What Is Dyslexia?
Dyslexia is a neurobiological and genetic condition that causes difficulties in specific areas of learning. Dyslexia affects reading, writing, and spelling. It can also have a negative impact on math skills. The condition is sometimes hard to define because dyslexia can overlap with other learning difficulties that affect spoken language and motor (movement) skills.
However, there are typical symptoms that should alert parents, teachers, and others to the possibility that a child, or an adult, is dyslexic.
Until recently, the causes of dyslexia were not well understood. However, it is now known that individuals with dyslexia process information in ways that differ from the rest of the population.
Here is the definition of dyslexia used by the National Institutes of Health and the International Dyslexia Association:
Dyslexia is a specific learning disability that is neurological in origin. It is characterized by difficulties with accurate and/or fluent word recognition, and by poor spelling and decoding abilities. – National Institutes of Health
Dyslexia is a specific learning disability characterized by difficulties in word reading and/or spelling that involve accuracy, speed, or both… These difficulties occur along a continuum of severity and persist even with instruction that is effective for the individual’s peers. The causes of dyslexia are complex and involve combinations of genetic, neurobiological, and environmental influences that interact throughout development. Underlying difficulties with phonological and morphological processing are common but not universal, and early oral language weaknesses often foreshadow literacy challenges. Secondary consequences include reading comprehension problems and reduced reading and writing experience that can impede growth in language, knowledge, written expression, and overall academic achievement. – The International Dyslexia Association
There are two main types of dyslexia–Dyseidetic Dyslexia and Dysphonetic Dyslexia–each with its own symptoms and causes.
Dyseidetic Dyslexia
A person experiencing this type of dyslexia will have poor sight-word recognition, contributing to slow, laborious reading. Irregular words are usually sounded out phonetically (laugh = log) and spelled phonetically (ready = redee). As a result, individuals with Dyseidetic Dyslexia can be more advanced in reading than in spelling. This type of dyslexia is associated with brain functions located in the angular gyrus of the left parietal lobe of the brain.
Dysphonetic Dyslexia
A person experiencing this type of dyslexia relies on sight recognition to read, being unable to sound out unknown words. During reading, words are either known or not known, and are often substituted or skipped when trouble arises. Words are learned by rote memorization, and cannot be spelled by their sound. Ear infections can cause some problems. This type of dyslexia is associated with functions located in Wernicke's Area of the left temporal lobe.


--- How to complete this task ---
Copy whichever lines of the data hold the word "panel".

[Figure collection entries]
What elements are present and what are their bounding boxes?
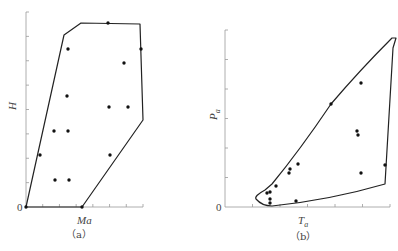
b-x-label: Ta [298, 214, 308, 229]
a-data-point [80, 205, 83, 208]
a-data-point [52, 129, 55, 132]
b-data-point [274, 184, 277, 187]
b-data-point [359, 81, 362, 84]
figure: H 0 Ma （a） Pa 0 Ta （b） [0, 0, 398, 251]
a-data-point [65, 94, 68, 97]
a-boundary-polygon [26, 23, 143, 207]
b-y-label: Pa [207, 109, 222, 121]
a-origin-label: 0 [17, 201, 23, 213]
a-data-point [107, 105, 110, 108]
b-data-point [287, 171, 290, 174]
a-data-point [66, 47, 69, 50]
a-data-point [24, 205, 27, 208]
b-data-point [296, 162, 299, 165]
panel-b: Pa 0 Ta （b） [207, 30, 396, 242]
b-y-ticks [225, 30, 228, 178]
b-data-point [268, 190, 271, 193]
b-caption: （b） [290, 231, 316, 242]
a-data-point [139, 47, 142, 50]
a-data-point [67, 178, 70, 181]
b-data-point [383, 163, 386, 166]
a-y-ticks [26, 12, 29, 183]
b-data-point [329, 102, 332, 105]
b-data-point [288, 167, 291, 170]
b-data-point [359, 171, 362, 174]
a-data-point [66, 129, 69, 132]
b-data-point [356, 133, 359, 136]
b-boundary-curve [256, 38, 396, 206]
a-data-point [53, 178, 56, 181]
a-x-label: Ma [76, 214, 92, 226]
b-data-point [294, 199, 297, 202]
a-data-point [38, 153, 41, 156]
b-data-point [268, 197, 271, 200]
a-caption: （a） [66, 229, 92, 240]
a-data-point [108, 153, 111, 156]
a-y-label: H [6, 101, 18, 111]
b-data-point [265, 191, 268, 194]
b-origin-label: 0 [216, 201, 222, 213]
a-data-point [122, 61, 125, 64]
a-data-points [24, 21, 142, 208]
b-data-point [268, 201, 271, 204]
a-data-point [126, 105, 129, 108]
a-data-point [106, 21, 109, 24]
b-data-points [265, 81, 386, 204]
b-data-point [355, 129, 358, 132]
panel-a: H 0 Ma （a） [6, 12, 143, 240]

--- Task output ---
panel-b: Pa 0 Ta （b） [207, 30, 396, 242]
panel-a: H 0 Ma （a） [6, 12, 143, 240]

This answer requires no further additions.